Arab nations just across the Persian Gulf are known to be wary of Iran's rising regional influence, military power and nuclear activity. The leaked documents, however, reveal a much higher degree of alarm in the calls for U.S. military action.

The U.S. has helped several Arab nations in the Gulf increase their anti-missile defenses and itself has a naval presence in the region.

Ahmadinejad questioned the credibility of the information contained in the U.S. documents and accused the American government of pursuing a strategy resembling "an intelligence and psychological war game."

He asserted it was aimed at having a "political impact" but would fail.

"Nations are aware. Such a game will have no effect.
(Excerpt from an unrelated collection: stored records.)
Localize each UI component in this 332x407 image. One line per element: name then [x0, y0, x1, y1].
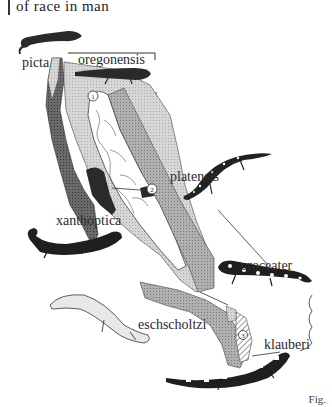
label-platensis: platensis [170, 170, 219, 184]
svg-text:3: 3 [241, 332, 244, 339]
salamander-picta [20, 31, 83, 54]
marker-3: 3 [239, 331, 248, 340]
label-oregonensis: oregonensis [78, 53, 145, 67]
svg-text:1: 1 [91, 93, 95, 101]
label-eschscholtzi: eschscholtzi [138, 318, 206, 332]
marker-1: 1 [88, 91, 98, 101]
label-picta: picta [22, 56, 49, 70]
label-xanthoptica: xanthoptica [56, 214, 121, 228]
label-klauberi: klauberi [264, 338, 310, 352]
figure-mark: Fig. [309, 393, 326, 405]
svg-text:2: 2 [150, 186, 154, 194]
marker-2: 2 [147, 184, 157, 194]
label-croceater: croceater [241, 259, 292, 273]
salamander-xanthoptica [28, 228, 122, 258]
salamander-eschscholtzi [50, 295, 149, 343]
It's so worthless that it isn't worth someone referring to them or wasting time to refer to them."

In the same news conference Monday, Ahmadinejad accused Israel and Western governments of being behind the killing of a prominent Iranian nuclear scientist in a bombing earlier in the day.

Assailants on motorcycles attached bombs to the cars of two nuclear scientists as they were driving to work in Tehran Monday, killing one and wounding the other, Iranian officials say.

Ahmadinejad said "undoubtedly the hand of the Zionist regime and Western governments is involved'' in the killing. But he said the assassination wouldn't stop Iran from pursuing its nuclear programs.